The Liberty County Board of Assessors mailed annual property assessments notices on May 5. This informs property owners of the current year’s valuation of their property. Should you disagree with your value, you may appeal. An appeal must be submitted in writing to the assessor’s office on or before June 17. If you do not submit this information in writing by the deadline, you will have lost your right to appeal. Any questions should be directed to the Assessor’s Office at 876-2823.
Joe X, who didn’t want to use his real name, has watched property taxes on his Hinesville home climb from $920 in 1997 to $2,028 in 2008 and he wants to know what’s going on.
“I think it could almost be called criminal,” he said. “The entire country has seen a downturn in property value and a reduction in property tax income except Liberty [County] and Hinesville.”
The military retiree bought his home for $76,000 in 1996. Now it is worth $123,800, according to tax assessors.
“That is ridiculous,” Joe X said.
Anyone else questioning their property tax assessments has until June 17 to file an appeal, joining 117 others, as of Wednesday, who already filed with the assessor’s board.
But assessed property values aren’t spontaneously jacked up, according to Deputy Chief Appraiser C.W. Patterson.
“We’re not the boogie man,” Patterson said. “We don’t tax anything. All we do is follow the law.”
Appraisers are required by law to keep assessment within 10 percent of the fair market value and Patterson said they really try to keep it within five percent.
Assessments are adjusted to reflect the market. And the local housing market does not compare to the national downward trend.
“This whole thing is about equality,” Patterson said.
The assessed value of homes and the millage rates determine tax bills.
Patterson said the millage comes from dividing the budgets into the digest of the different tax entities, such as the county, city, Hospital Authority and Industrial Authority.
However, the digest is not arbitrary. It is all taxable properties’ assessed values combined.
“If there’s real growth, then the value of the digest will increase, which means more property tax revenue,” said Kim McGlothlin, the county’s chief financial officer.
Even if the millage stays the same year to year, property owners can get higher bills because of increases in budgets or assessments.
But the budgets increase as needs increase and residents should remember taxes make public services such as EMS and mosquito control possible, according to State Rep. Al Williams, D-Midway.
“You have to pay for the service. It ain’t free,” Williams said.
In this winter’s General Assembly, lawmakers froze assessments for the next three years and Gov. Sonny Perdue signed the bill into law earlier this month.
“I thought there was a lot of playing to the camera, too many people running for office,” said Williams, who voted against the bill.
Dissenters feared those with undervalued homes skate by while those with overvalued property are forced to fork over more money for the next three years.
“All the freeze does is what we’re already doing,” Williams added, citing the Kemp-Deloach-Williams Act. The local exemption keeps property tax from rising more than three percent in a given year.
However, he thinks KDW is not a one-size-fits-all and shouldn’t be assigned throughout the state.
“A knee-jerk reaction always backfires when unforeseen circumstances come into play,” he said.
Williams wasn’t sure where to point the finger for what the public says are disparities in the system.
“We just need to hold everyone’s feet to the fire,” Williams said. “I don’t want to see anybody misused.”
“We got to have tax relief, but it’s got to be equitable,” Williams said.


:: WORK ITEM ::
Beginning with the opening line, restate the following material exactly, up through the line that contains "The height and".

:: DATA SHOWN ::
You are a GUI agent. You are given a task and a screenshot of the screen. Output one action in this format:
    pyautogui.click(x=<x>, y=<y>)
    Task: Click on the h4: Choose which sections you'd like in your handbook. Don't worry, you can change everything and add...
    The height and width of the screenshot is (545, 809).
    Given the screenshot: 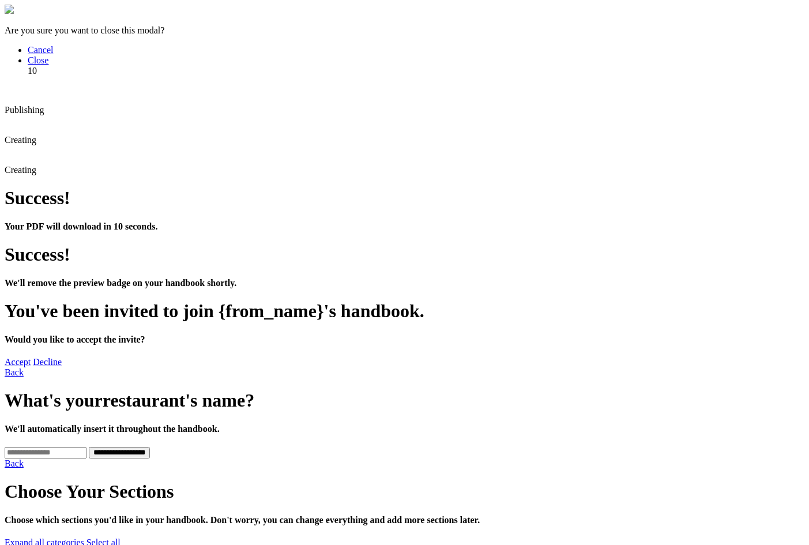 What is the action you would take?
    pyautogui.click(x=404, y=520)
    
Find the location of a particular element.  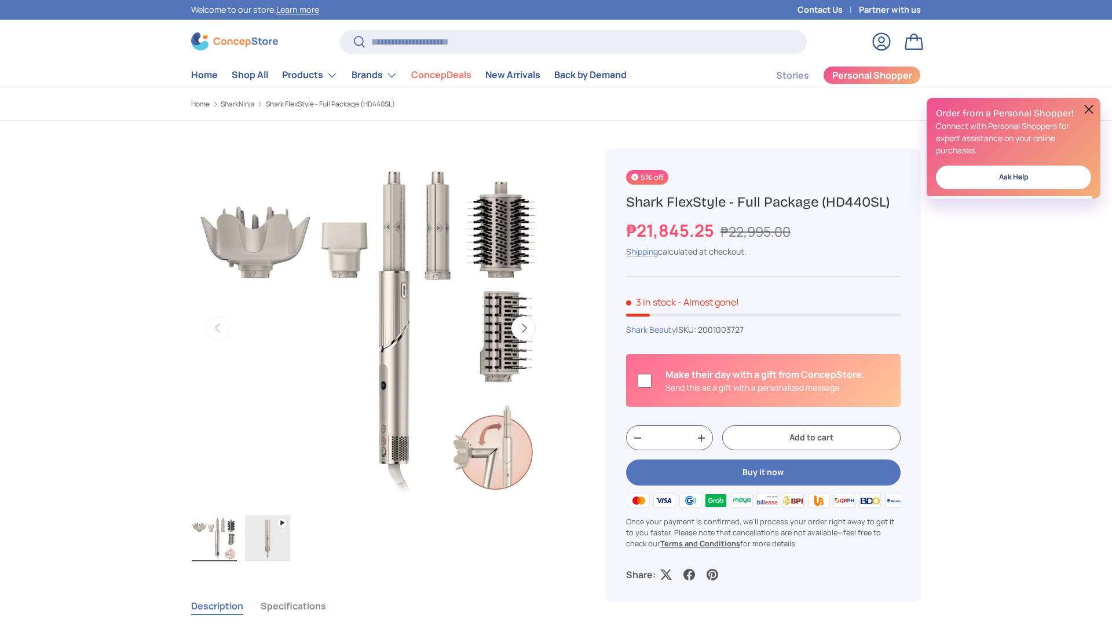

a: Personal Shopper is located at coordinates (872, 75).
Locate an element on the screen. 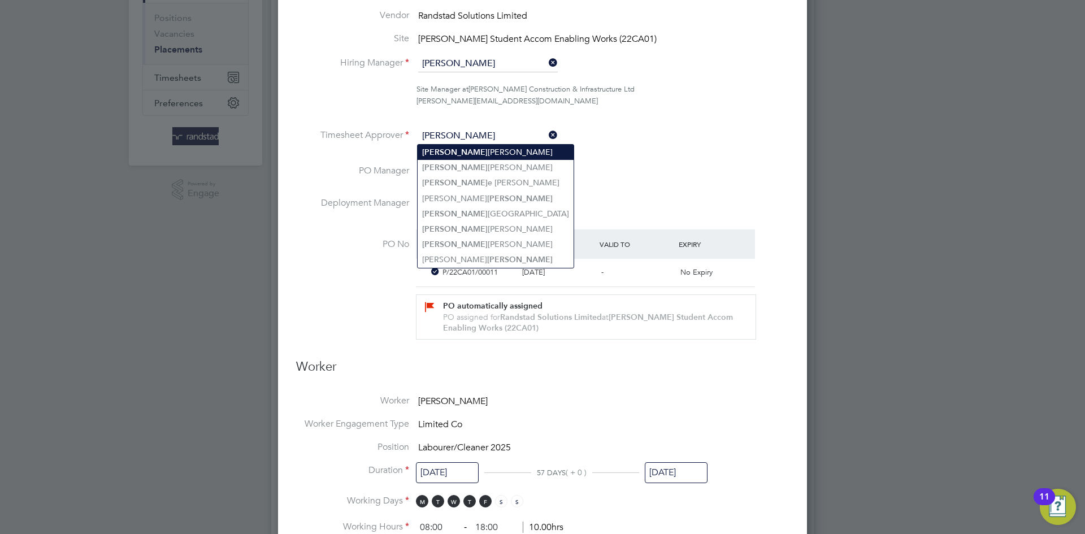  label: Position is located at coordinates (352, 447).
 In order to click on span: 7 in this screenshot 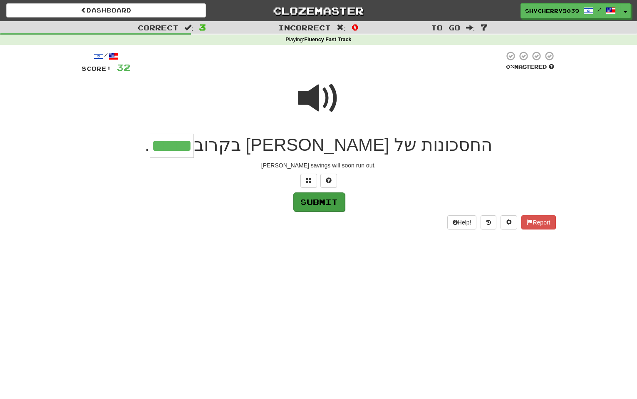, I will do `click(484, 27)`.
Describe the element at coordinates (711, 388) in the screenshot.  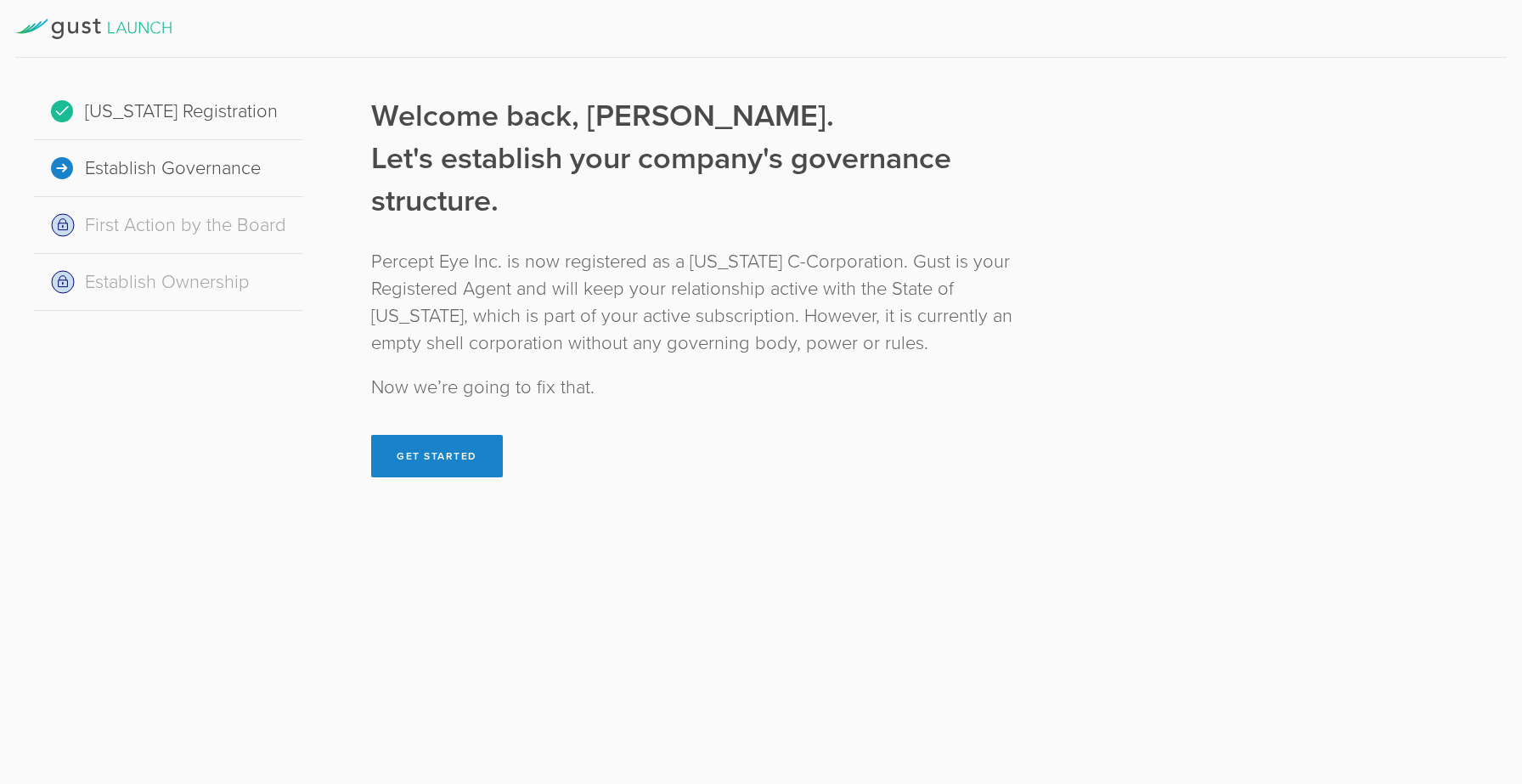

:: REPLY ::
You are a GUI agent. You are given a task and a screenshot of the screen. Output one action in this format:
    pyautogui.click(x=<x>, y=<y>)
    Task: Click on the h4: Choose which sections you'd like in your handbook. Don't worry, you can change everything and add...
    The height and width of the screenshot is (545, 809).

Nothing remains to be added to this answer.